Distinct spatiotemporal imaging of femtosecond surface plasmon polaritons assisted with the opening of the two-color quantum pathway effect

Opt Express. 2020 Jun 22;28(13):19023-19033. doi: 10.1364/OE.397526.

Abstract

Accurately capturing the spatiotemporal information of surface plasmon polaritons (SPPs) is the basis for expanding SPP applications. Here, we report spatio-temporal evolution imaging of femtosecond SPPs launched from a rectangular trench in silver film with a 400-nm light pulse assisted femtosecond laser interferometric time-resolved (ITR) photoemission electron microscopy. It is found that introducing the 400nm light pulse in the spatially separated near-infrared (NIR) laser pump-probe ITR scheme enables distinct spatiotemporal imaging of the femtosecond SPPs with a weak probe pulse in the ITR scheme, which is free from the risk of sample damage due to the required high monochromatic field for a clear photoelectron image as well as the entangled interference fringe (between the SPPs and probe pulse) in the usual spatially overlapped pump-probe ITR scheme. The demonstrated great improvement of the visibility of the SPPs spatiotemporal image with an additional 400nm light pulse scheme facilitates further analysis of the femtosecond SPPs, and carrier wavelength (785nm), group velocity (0.94C) and phase velocity (0.98C) of SPPs are extracted from the distinct spatio-temporal evolution images of SPPs. Furthermore, the modulation of photoemission induced by the quantum pathway interference effect in the 400nm-assisted scheme is proposed to play a major role in the distinct visualization for SPPs. The probabilities of electrons in different quantum pathways are obtained quantitatively through fitting the experimental results with the quantum pathway interference model. The probability that electrons emit through the quantum pathway allows us to quantitatively analyze the contribution to electron emission from the different quantum pathways. These findings pave a way for the spatiotemporal imaging of the near-infrared light-induced SPPs, such as the communication wave band using PEEM.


**Work order:**
The records are set out below this line. Return exactly the lines from the one containing "Locate an element on the screen." through the last, and exclude the pictures.
[[ Records for this task open ]]
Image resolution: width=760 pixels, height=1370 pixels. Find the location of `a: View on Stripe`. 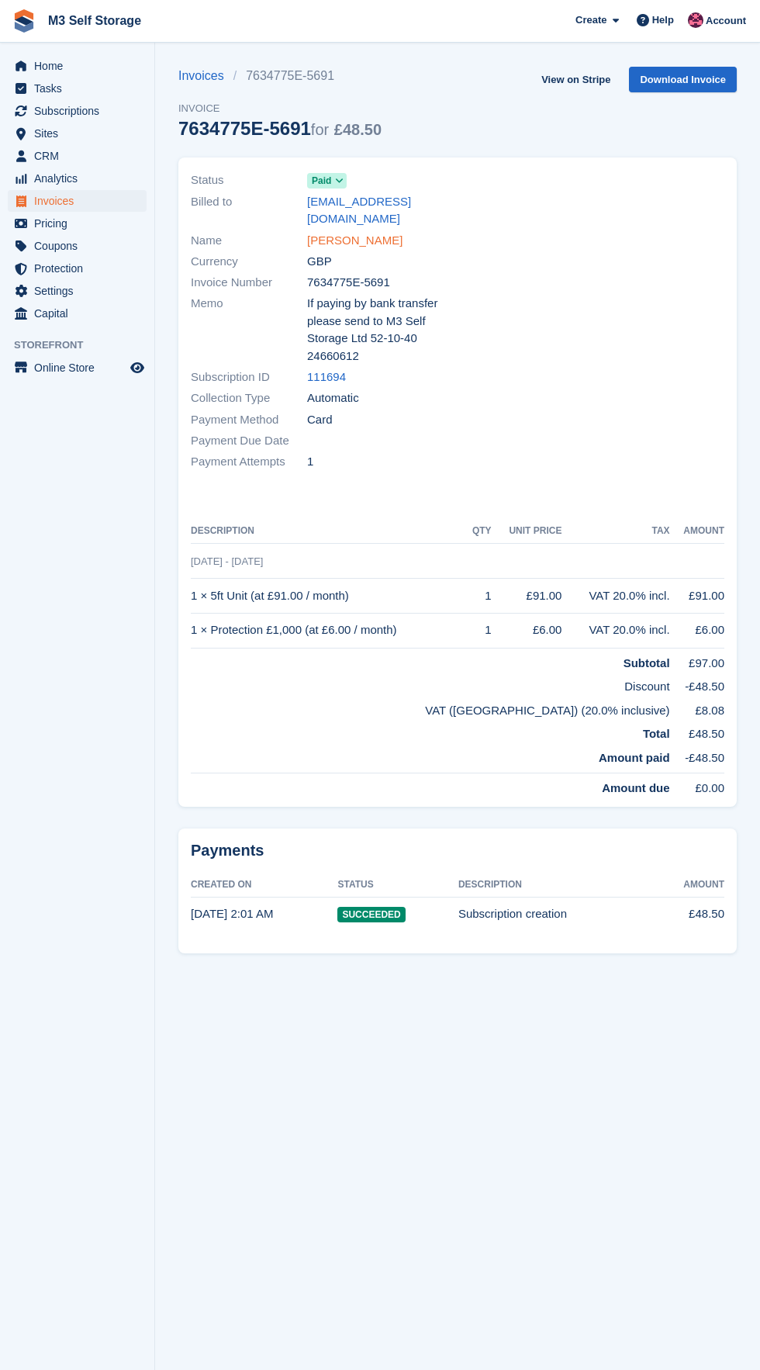

a: View on Stripe is located at coordinates (576, 79).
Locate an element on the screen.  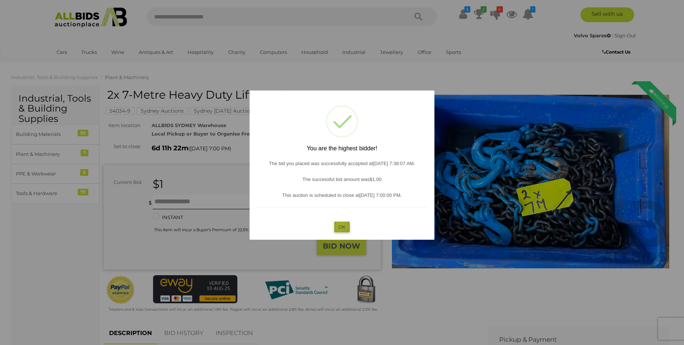
h2: You are the highest bidder! is located at coordinates (342, 149).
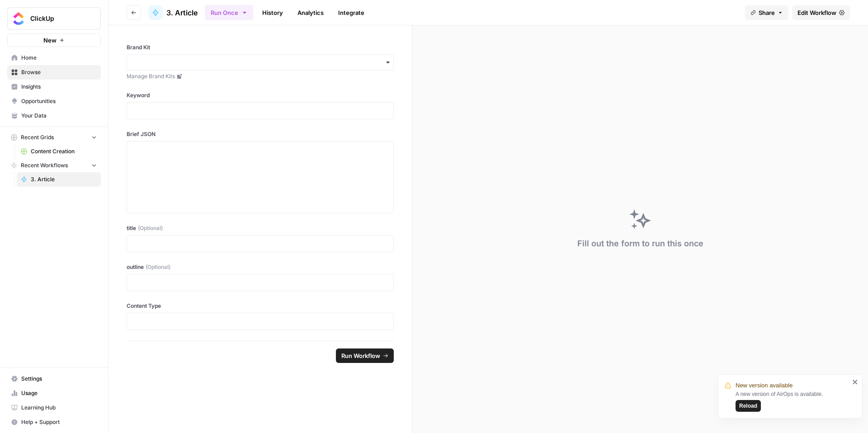 This screenshot has height=433, width=868. What do you see at coordinates (59, 101) in the screenshot?
I see `span: Opportunities` at bounding box center [59, 101].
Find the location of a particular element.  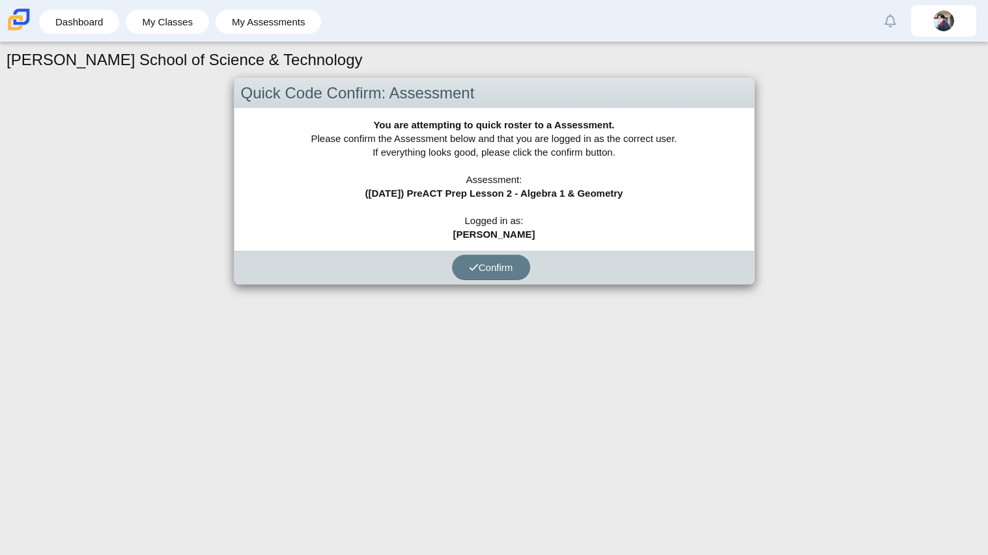

a: My Assessments is located at coordinates (268, 21).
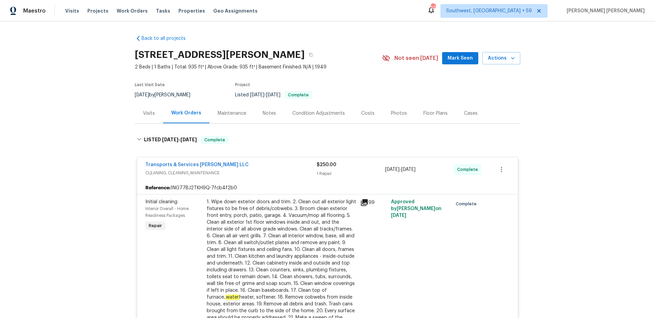 The height and width of the screenshot is (318, 655). Describe the element at coordinates (399, 114) in the screenshot. I see `div: Photos` at that location.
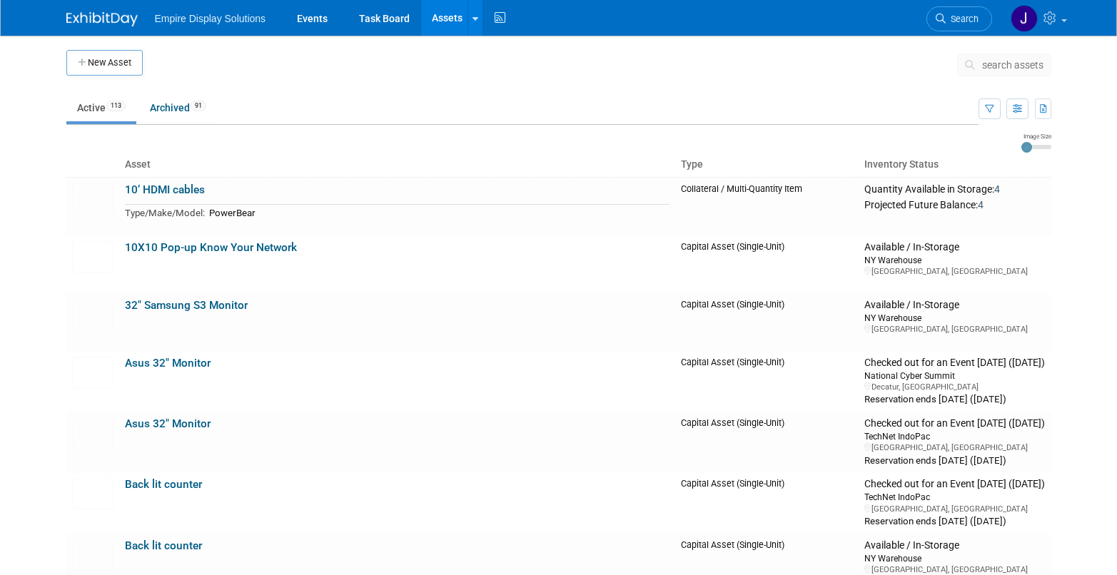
[[ Records for this task closed ]]
**Solution for this problem:**
Locate an element on the screen.  
h2: You are the highest bidder! is located at coordinates (342, 149).
 This screenshot has height=433, width=868. What do you see at coordinates (59, 101) in the screenshot?
I see `span: Opportunities` at bounding box center [59, 101].
Find the location of a particular element.  

a: My Assessments is located at coordinates (268, 21).
 The height and width of the screenshot is (318, 655). Describe the element at coordinates (399, 114) in the screenshot. I see `div: Photos` at that location.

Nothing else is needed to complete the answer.